Being ice, the hotel returns each summer to the river from which it was quarried, and flows away.

Not that my hometown wouldn’t pull such a trick, if anybody could figure out how to build an igloo in Portland. But nobody seems to have done so, at least not that I’ve heard about. So it’s the Swedes who’re left to carry the ball. And carry it they do, because they’ve got a really persuasive igloo up above the Arctic Circle in Lapland. It’s a Swedish-modern sort of igloo they call the Ice Hotel; as the name suggests, the place is made out of ice.

And remade every year, because, being ice, the hotel returns each summer to the river from which it was quarried, and flows away. Every winter, it’s rebuilt room by room, ice-block by ice-block; and there, chiseled into the walls of the long hotel corridors, are niches with fire extinguishers.

Fire extinguishers! The entire building is made out of frozen water. The walls. The ceilings. The floors. The crystals in the crystal chandeliers, the bed my wife and I shared, the elegantly curved staircase leading to the eight-foot high platform beneath the bed. No need to put ice in your drinks, because the glasses in the ice bar are ice, along with the bar itself, and the stools you sit on at the bar. You couldn’t set this place on fire with a flamethrower. But if I’m remembering right what the football coach who taught eighth-grade general science told us, with enough heat — I’m thinking a thermonuclear flamethrower — might be able to ignite the metal in the fire extinguishers.

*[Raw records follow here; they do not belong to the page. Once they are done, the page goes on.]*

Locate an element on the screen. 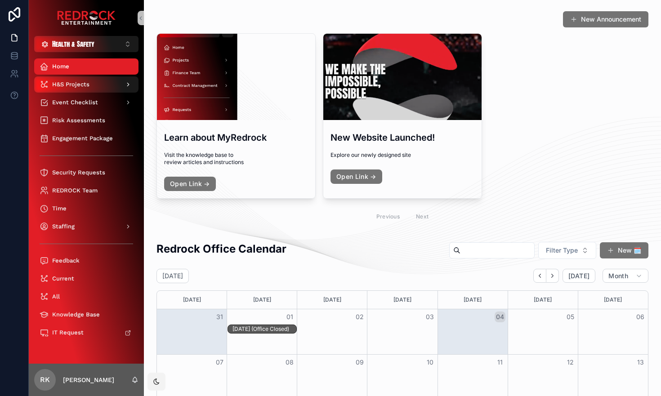 This screenshot has height=396, width=661. button: 13 is located at coordinates (640, 362).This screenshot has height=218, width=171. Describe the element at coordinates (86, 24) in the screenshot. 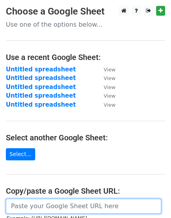

I see `p: Use one of the options below...` at that location.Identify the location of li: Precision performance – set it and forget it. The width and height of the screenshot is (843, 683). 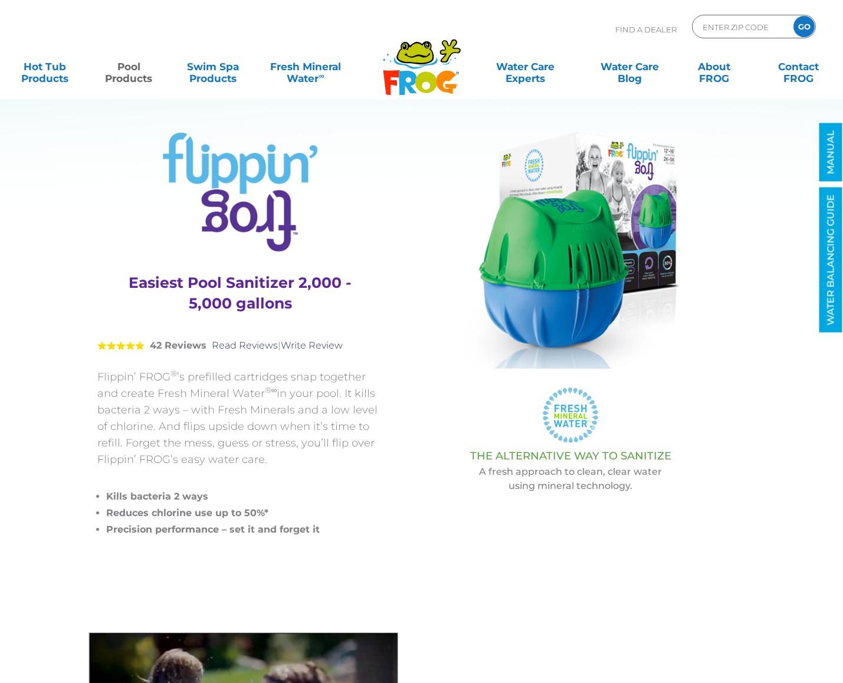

There you have it. The only flammable objects in the entire Ice Hotel are the fire extinguishers – except, of course, that by the time you got them hot enough to catch fire they wouldn’t, because they’d be at the bottom of a river of melted walls and ceilings and floors and chandeliers and beds and staircases and platforms and bar stools and liquor glasses and the bar the glasses used to sit on.